Problem to work on:
Return all of the entries exactly as written.

Input for this task:
== == ==

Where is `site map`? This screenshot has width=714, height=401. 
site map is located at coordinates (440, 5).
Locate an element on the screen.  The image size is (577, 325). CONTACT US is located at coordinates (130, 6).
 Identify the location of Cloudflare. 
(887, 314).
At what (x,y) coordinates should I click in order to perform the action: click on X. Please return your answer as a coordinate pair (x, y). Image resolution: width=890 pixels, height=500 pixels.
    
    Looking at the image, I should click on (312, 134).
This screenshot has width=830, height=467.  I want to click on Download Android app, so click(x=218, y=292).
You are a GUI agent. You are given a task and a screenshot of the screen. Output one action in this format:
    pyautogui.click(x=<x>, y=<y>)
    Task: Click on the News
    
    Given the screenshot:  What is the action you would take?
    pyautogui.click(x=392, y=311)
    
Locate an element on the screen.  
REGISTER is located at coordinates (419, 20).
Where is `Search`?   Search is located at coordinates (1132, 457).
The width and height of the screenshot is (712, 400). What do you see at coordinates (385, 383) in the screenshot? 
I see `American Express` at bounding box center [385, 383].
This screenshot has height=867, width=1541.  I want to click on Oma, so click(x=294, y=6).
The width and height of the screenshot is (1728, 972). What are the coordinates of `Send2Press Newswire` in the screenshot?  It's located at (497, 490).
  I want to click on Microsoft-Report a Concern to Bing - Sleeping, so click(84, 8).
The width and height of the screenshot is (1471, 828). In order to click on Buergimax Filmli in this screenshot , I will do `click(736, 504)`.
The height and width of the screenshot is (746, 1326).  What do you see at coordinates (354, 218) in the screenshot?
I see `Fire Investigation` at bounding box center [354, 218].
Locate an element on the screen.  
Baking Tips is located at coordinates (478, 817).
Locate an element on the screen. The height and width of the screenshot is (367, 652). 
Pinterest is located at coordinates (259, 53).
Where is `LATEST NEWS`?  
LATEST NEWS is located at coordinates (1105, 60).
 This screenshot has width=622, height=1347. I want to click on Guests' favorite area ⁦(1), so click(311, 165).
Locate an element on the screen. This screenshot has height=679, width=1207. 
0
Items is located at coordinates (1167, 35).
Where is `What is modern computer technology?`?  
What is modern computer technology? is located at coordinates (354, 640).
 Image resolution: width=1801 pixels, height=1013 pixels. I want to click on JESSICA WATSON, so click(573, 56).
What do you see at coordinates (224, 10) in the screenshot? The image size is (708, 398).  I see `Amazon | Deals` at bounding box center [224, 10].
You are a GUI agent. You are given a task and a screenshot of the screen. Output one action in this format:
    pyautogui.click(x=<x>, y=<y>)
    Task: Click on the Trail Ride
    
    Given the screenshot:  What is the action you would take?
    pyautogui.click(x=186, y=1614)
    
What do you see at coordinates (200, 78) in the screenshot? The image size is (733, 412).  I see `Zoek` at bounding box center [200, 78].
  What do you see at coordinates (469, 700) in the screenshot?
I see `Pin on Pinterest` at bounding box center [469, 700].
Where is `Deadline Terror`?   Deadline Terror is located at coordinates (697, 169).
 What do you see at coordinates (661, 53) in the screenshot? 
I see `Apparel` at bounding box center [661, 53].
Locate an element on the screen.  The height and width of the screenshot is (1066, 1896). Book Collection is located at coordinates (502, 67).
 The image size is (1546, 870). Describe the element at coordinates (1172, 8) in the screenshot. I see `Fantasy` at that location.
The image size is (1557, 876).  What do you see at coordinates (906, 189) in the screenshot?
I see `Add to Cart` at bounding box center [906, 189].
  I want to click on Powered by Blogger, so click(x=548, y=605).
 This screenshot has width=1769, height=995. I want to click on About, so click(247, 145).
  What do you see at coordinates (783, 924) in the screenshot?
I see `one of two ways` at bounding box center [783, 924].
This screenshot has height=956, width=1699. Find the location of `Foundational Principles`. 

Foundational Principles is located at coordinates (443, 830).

== == ==

Response area:
Where is `site map`? This screenshot has width=714, height=401. 
site map is located at coordinates (440, 5).
Locate an element on the screen.  The image size is (577, 325). CONTACT US is located at coordinates (130, 6).
 Identify the location of Cloudflare. 
(887, 314).
At what (x,y) coordinates should I click in order to perform the action: click on X. Please return your answer as a coordinate pair (x, y). Image resolution: width=890 pixels, height=500 pixels.
    
    Looking at the image, I should click on (312, 134).
This screenshot has width=830, height=467.  I want to click on Download Android app, so click(x=218, y=292).
You are a GUI agent. You are given a task and a screenshot of the screen. Output one action in this format:
    pyautogui.click(x=<x>, y=<y>)
    Task: Click on the News
    
    Given the screenshot:  What is the action you would take?
    pyautogui.click(x=392, y=311)
    
Locate an element on the screen.  
REGISTER is located at coordinates (419, 20).
Where is `Search`?   Search is located at coordinates (1132, 457).
The width and height of the screenshot is (712, 400). What do you see at coordinates (385, 383) in the screenshot? 
I see `American Express` at bounding box center [385, 383].
This screenshot has height=867, width=1541.  I want to click on Oma, so click(x=294, y=6).
The width and height of the screenshot is (1728, 972). What are the coordinates of `Send2Press Newswire` in the screenshot?  It's located at (497, 490).
  I want to click on Microsoft-Report a Concern to Bing - Sleeping, so click(84, 8).
The width and height of the screenshot is (1471, 828). In order to click on Buergimax Filmli in this screenshot , I will do `click(736, 504)`.
The height and width of the screenshot is (746, 1326).  What do you see at coordinates (354, 218) in the screenshot?
I see `Fire Investigation` at bounding box center [354, 218].
Locate an element on the screen.  
Baking Tips is located at coordinates (478, 817).
Locate an element on the screen. The height and width of the screenshot is (367, 652). 
Pinterest is located at coordinates (259, 53).
Where is `LATEST NEWS`?  
LATEST NEWS is located at coordinates (1105, 60).
 This screenshot has width=622, height=1347. I want to click on Guests' favorite area ⁦(1), so click(311, 165).
Locate an element on the screen. This screenshot has height=679, width=1207. 
0
Items is located at coordinates (1167, 35).
Where is `What is modern computer technology?`?  
What is modern computer technology? is located at coordinates (354, 640).
 Image resolution: width=1801 pixels, height=1013 pixels. I want to click on JESSICA WATSON, so click(573, 56).
What do you see at coordinates (224, 10) in the screenshot? The image size is (708, 398).  I see `Amazon | Deals` at bounding box center [224, 10].
You are a GUI agent. You are given a task and a screenshot of the screen. Output one action in this format:
    pyautogui.click(x=<x>, y=<y>)
    Task: Click on the Trail Ride
    
    Given the screenshot:  What is the action you would take?
    pyautogui.click(x=186, y=1614)
    
What do you see at coordinates (200, 78) in the screenshot? The image size is (733, 412).  I see `Zoek` at bounding box center [200, 78].
  What do you see at coordinates (469, 700) in the screenshot?
I see `Pin on Pinterest` at bounding box center [469, 700].
Where is `Deadline Terror`?   Deadline Terror is located at coordinates (697, 169).
 What do you see at coordinates (661, 53) in the screenshot? 
I see `Apparel` at bounding box center [661, 53].
Locate an element on the screen.  The height and width of the screenshot is (1066, 1896). Book Collection is located at coordinates (502, 67).
 The image size is (1546, 870). Describe the element at coordinates (1172, 8) in the screenshot. I see `Fantasy` at that location.
The image size is (1557, 876).  What do you see at coordinates (906, 189) in the screenshot?
I see `Add to Cart` at bounding box center [906, 189].
  I want to click on Powered by Blogger, so click(x=548, y=605).
 This screenshot has width=1769, height=995. I want to click on About, so click(247, 145).
  What do you see at coordinates (783, 924) in the screenshot?
I see `one of two ways` at bounding box center [783, 924].
This screenshot has height=956, width=1699. Find the location of `Foundational Principles`. 

Foundational Principles is located at coordinates (443, 830).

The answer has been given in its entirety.